#### Task description:
Reproduce the entire listing below verbatim.

━━━

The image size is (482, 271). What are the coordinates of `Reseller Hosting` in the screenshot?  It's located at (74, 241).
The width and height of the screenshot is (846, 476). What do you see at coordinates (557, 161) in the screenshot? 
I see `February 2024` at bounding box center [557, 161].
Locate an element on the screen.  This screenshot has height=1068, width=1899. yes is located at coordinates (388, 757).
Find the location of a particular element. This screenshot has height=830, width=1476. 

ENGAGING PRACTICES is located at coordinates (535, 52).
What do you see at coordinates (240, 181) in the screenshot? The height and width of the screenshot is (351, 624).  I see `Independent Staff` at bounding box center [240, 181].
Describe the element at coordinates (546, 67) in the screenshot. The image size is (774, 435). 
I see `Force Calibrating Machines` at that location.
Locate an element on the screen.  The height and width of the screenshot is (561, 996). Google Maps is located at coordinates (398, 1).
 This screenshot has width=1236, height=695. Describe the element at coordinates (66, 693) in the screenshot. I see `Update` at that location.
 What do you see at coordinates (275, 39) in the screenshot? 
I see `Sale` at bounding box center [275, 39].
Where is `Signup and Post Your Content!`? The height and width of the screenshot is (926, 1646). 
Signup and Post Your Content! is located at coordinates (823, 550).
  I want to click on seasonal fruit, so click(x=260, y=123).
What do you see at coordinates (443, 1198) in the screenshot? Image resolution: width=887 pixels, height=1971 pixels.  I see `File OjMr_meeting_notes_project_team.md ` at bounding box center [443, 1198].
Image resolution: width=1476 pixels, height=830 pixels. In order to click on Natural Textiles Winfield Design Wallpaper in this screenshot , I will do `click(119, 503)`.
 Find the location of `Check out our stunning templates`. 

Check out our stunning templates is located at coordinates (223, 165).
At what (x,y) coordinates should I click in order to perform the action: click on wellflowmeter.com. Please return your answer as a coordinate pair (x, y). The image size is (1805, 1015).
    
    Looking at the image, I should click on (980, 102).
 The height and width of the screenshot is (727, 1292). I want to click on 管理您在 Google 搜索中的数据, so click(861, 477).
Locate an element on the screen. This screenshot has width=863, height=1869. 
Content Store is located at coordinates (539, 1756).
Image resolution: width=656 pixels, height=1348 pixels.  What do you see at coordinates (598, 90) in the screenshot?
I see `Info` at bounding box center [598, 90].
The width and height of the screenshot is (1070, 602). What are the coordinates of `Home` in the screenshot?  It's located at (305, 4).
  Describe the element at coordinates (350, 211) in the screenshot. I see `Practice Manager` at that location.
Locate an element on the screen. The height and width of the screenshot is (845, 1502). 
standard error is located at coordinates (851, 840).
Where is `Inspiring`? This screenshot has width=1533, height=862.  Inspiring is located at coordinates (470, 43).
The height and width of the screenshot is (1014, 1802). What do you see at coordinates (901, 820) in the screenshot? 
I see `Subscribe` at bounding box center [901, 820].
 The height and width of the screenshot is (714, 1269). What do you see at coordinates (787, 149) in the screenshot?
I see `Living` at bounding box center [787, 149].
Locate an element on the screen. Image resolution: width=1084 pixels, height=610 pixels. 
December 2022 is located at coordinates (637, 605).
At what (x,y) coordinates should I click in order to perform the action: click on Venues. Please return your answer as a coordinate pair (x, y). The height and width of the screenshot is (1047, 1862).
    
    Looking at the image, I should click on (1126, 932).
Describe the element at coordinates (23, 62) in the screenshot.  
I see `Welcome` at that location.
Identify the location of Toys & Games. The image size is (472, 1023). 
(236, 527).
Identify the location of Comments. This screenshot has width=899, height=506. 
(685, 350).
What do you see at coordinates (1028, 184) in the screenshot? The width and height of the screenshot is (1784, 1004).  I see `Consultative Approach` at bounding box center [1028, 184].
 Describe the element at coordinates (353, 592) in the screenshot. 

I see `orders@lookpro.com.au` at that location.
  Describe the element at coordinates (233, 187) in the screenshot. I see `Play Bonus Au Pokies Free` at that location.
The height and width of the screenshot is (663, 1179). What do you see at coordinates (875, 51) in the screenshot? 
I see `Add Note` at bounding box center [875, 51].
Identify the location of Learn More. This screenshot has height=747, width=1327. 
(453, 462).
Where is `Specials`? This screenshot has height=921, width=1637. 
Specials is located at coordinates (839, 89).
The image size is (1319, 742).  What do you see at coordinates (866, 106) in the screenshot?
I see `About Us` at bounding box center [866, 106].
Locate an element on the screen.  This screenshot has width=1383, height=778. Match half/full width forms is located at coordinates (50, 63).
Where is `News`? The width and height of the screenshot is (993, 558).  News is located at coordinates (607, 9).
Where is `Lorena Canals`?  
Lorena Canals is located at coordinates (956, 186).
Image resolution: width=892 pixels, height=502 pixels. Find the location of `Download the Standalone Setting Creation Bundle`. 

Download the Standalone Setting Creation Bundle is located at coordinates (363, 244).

━━━

#### Solution:
The image size is (482, 271). What are the coordinates of `Reseller Hosting` in the screenshot?  It's located at (74, 241).
The width and height of the screenshot is (846, 476). What do you see at coordinates (557, 161) in the screenshot? 
I see `February 2024` at bounding box center [557, 161].
Locate an element on the screen.  This screenshot has height=1068, width=1899. yes is located at coordinates (388, 757).
Find the location of a particular element. This screenshot has height=830, width=1476. 

ENGAGING PRACTICES is located at coordinates (535, 52).
What do you see at coordinates (240, 181) in the screenshot? The height and width of the screenshot is (351, 624).  I see `Independent Staff` at bounding box center [240, 181].
Describe the element at coordinates (546, 67) in the screenshot. The image size is (774, 435). 
I see `Force Calibrating Machines` at that location.
Locate an element on the screen.  The height and width of the screenshot is (561, 996). Google Maps is located at coordinates (398, 1).
 This screenshot has width=1236, height=695. Describe the element at coordinates (66, 693) in the screenshot. I see `Update` at that location.
 What do you see at coordinates (275, 39) in the screenshot? 
I see `Sale` at bounding box center [275, 39].
Where is `Signup and Post Your Content!`? The height and width of the screenshot is (926, 1646). 
Signup and Post Your Content! is located at coordinates (823, 550).
  I want to click on seasonal fruit, so click(x=260, y=123).
What do you see at coordinates (443, 1198) in the screenshot? Image resolution: width=887 pixels, height=1971 pixels.  I see `File OjMr_meeting_notes_project_team.md ` at bounding box center [443, 1198].
Image resolution: width=1476 pixels, height=830 pixels. In order to click on Natural Textiles Winfield Design Wallpaper in this screenshot , I will do `click(119, 503)`.
 Find the location of `Check out our stunning templates`. 

Check out our stunning templates is located at coordinates (223, 165).
At what (x,y) coordinates should I click in order to perform the action: click on wellflowmeter.com. Please return your answer as a coordinate pair (x, y). The image size is (1805, 1015).
    
    Looking at the image, I should click on (980, 102).
 The height and width of the screenshot is (727, 1292). I want to click on 管理您在 Google 搜索中的数据, so click(861, 477).
Locate an element on the screen. This screenshot has width=863, height=1869. 
Content Store is located at coordinates (539, 1756).
Image resolution: width=656 pixels, height=1348 pixels.  What do you see at coordinates (598, 90) in the screenshot?
I see `Info` at bounding box center [598, 90].
The width and height of the screenshot is (1070, 602). What are the coordinates of `Home` in the screenshot?  It's located at (305, 4).
  Describe the element at coordinates (350, 211) in the screenshot. I see `Practice Manager` at that location.
Locate an element on the screen. The height and width of the screenshot is (845, 1502). 
standard error is located at coordinates (851, 840).
Where is `Inspiring`? This screenshot has width=1533, height=862.  Inspiring is located at coordinates (470, 43).
The height and width of the screenshot is (1014, 1802). What do you see at coordinates (901, 820) in the screenshot? 
I see `Subscribe` at bounding box center [901, 820].
 The height and width of the screenshot is (714, 1269). What do you see at coordinates (787, 149) in the screenshot?
I see `Living` at bounding box center [787, 149].
Locate an element on the screen. Image resolution: width=1084 pixels, height=610 pixels. 
December 2022 is located at coordinates (637, 605).
At what (x,y) coordinates should I click in order to perform the action: click on Venues. Please return your answer as a coordinate pair (x, y). The height and width of the screenshot is (1047, 1862).
    
    Looking at the image, I should click on (1126, 932).
Describe the element at coordinates (23, 62) in the screenshot.  
I see `Welcome` at that location.
Identify the location of Toys & Games. The image size is (472, 1023). 
(236, 527).
Identify the location of Comments. This screenshot has width=899, height=506. 
(685, 350).
What do you see at coordinates (1028, 184) in the screenshot? The width and height of the screenshot is (1784, 1004).  I see `Consultative Approach` at bounding box center [1028, 184].
 Describe the element at coordinates (353, 592) in the screenshot. 

I see `orders@lookpro.com.au` at that location.
  Describe the element at coordinates (233, 187) in the screenshot. I see `Play Bonus Au Pokies Free` at that location.
The height and width of the screenshot is (663, 1179). What do you see at coordinates (875, 51) in the screenshot? 
I see `Add Note` at bounding box center [875, 51].
Identify the location of Learn More. This screenshot has height=747, width=1327. 
(453, 462).
Where is `Specials`? This screenshot has height=921, width=1637. 
Specials is located at coordinates (839, 89).
The image size is (1319, 742).  What do you see at coordinates (866, 106) in the screenshot?
I see `About Us` at bounding box center [866, 106].
Locate an element on the screen.  This screenshot has width=1383, height=778. Match half/full width forms is located at coordinates (50, 63).
Where is `News`? The width and height of the screenshot is (993, 558).  News is located at coordinates (607, 9).
Where is `Lorena Canals`?  
Lorena Canals is located at coordinates (956, 186).
Image resolution: width=892 pixels, height=502 pixels. Find the location of `Download the Standalone Setting Creation Bundle`. 

Download the Standalone Setting Creation Bundle is located at coordinates (363, 244).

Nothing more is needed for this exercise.